If speed is a concern (as the DROPs will execute sequentially) for some users and there is space for a new option, an approach I find interesting is to add a database drop functionality (option), which is the "as-fast-as-it-gets" way to drop the tables; it's also not unusual, as mysqldump/pump have an option to add the drop destination db statement. I'd use it all the time, at least! 😆

@davidducos
Copy link
Member

@64kramsystem I had just realized that you can use --purge-mode=TRUNCATE to avoid the issue and get the expected behavior. Unless the table structure is not the same... 🤔

@davidducos
Copy link
Member

Ok... from my analysis a can tell, that the only REAL solution is 1. Let me explain why I'm not considering 2 and 3 as a solution.
3- At the end, it might fail anyway, and in a scenario where you have a few amount of rows, the 2 threads will be competing each other. The only 'solution' will be add a sleep... but I don't want to do that.
2- This is based that the problem is only at DROP stage but I found that it is not true in all the cases that this issue happens.
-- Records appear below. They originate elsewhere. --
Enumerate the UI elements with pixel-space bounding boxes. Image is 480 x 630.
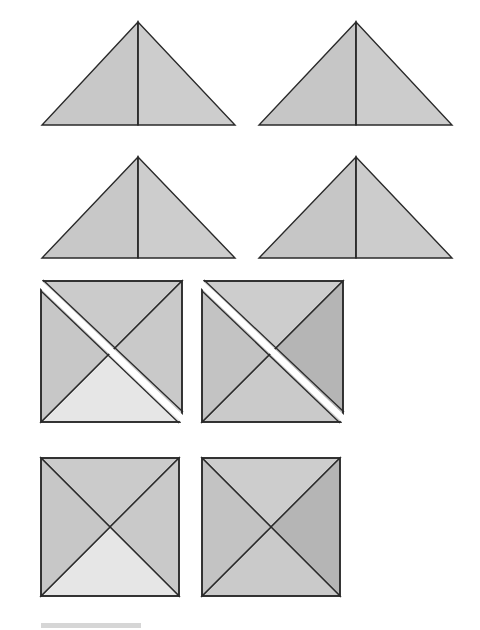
footer-bar: [41, 623, 141, 628]
triangle-middle-left-right-half: [138, 157, 235, 258]
triangle-top-right-left-half: [259, 22, 356, 125]
triangle-middle-right-right-half: [356, 157, 452, 258]
diagram-canvas: [0, 0, 480, 630]
triangle-top-left-right-half: [138, 22, 235, 125]
triangle-top-right-right-half: [356, 22, 452, 125]
triangle-middle-right-left-half: [259, 157, 356, 258]
triangle-middle-left-left-half: [42, 157, 138, 258]
triangle-top-left-left-half: [42, 22, 138, 125]
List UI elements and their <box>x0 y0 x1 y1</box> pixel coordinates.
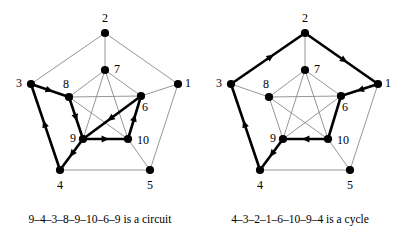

So, as this only happens if there are foreign key, it might be good only in parent and childs tables. However, in the childs table structure, there is no info that it is referenced by another table. That is why it is all or none in a single threaded creation mode. But it will be optional, so users that are not using foreign keys, will have the opportunity to create tables in parallel.

@davidducos davidducos linked a pull request Jan 21, 2022 that will close this issue
@64kramsystem
Copy link
Contributor Author

Ok... from my analysis a can tell, that the only REAL solution is 1

Excellent, thanks for the fix! I've also realized that its implementation is simpler than I imagined 👍 Thanks again 😄

@davidducos
Copy link
Member

#922

Sign up for free to join this conversation on GitHub. Already have an account? Sign in to comment
Labels
Projects
None yet
Development

Successfully merging a pull request may close this issue.